In August 1944, Marie-Laure LeBlanc is a blind 16-year-old living in the walled port city of Saint-Malo in Brittany and hoping to escape the effects of Allied bombing. D-Day took place two months earlier, and Cherbourg, Caen and Rennes have already been liberated. She’s taken refuge in this city with her great-uncle Etienne, at first a fairly frightening figure to her. Marie-Laure’s father was a locksmith and craftsman who made scale models of cities that Marie-Laure studied so she could travel around on her own. He also crafted clever and intricate boxes, within which treasures could be hidden. Parallel to the story of Marie-Laure we meet Werner and Jutta Pfennig, a brother and sister, both orphans who have been raised in the Children’s House outside Essen, in Germany. Through flashbacks we learn that Werner had been a curious and bright child who developed an obsession with radio transmitters and receivers, both in their infancies during this period. Eventually, Werner goes to a select technical school and then, at 18, into the Wehrmacht, where his technical aptitudes are recognized and he’s put on a team trying to track down illegal radio transmissions.
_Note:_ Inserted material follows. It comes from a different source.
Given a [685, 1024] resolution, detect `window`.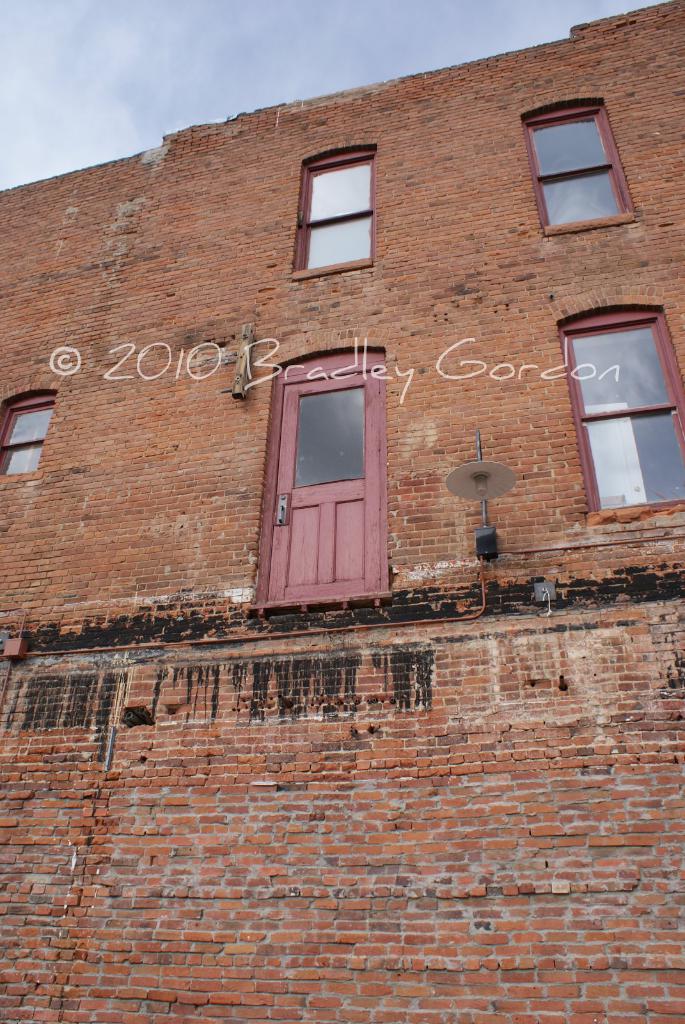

Etienne and Marie-Laure are responsible for some of these transmissions, but Werner is intrigued since what she’s broadcasting is innocent—she shares her passion for Jules Verne by reading aloud 20,000 Leagues Under the Sea. A further subplot involves Marie-Laure’s father’s having hidden a valuable diamond, one being tracked down by Reinhold von Rumpel, a relentless German sergeant-major.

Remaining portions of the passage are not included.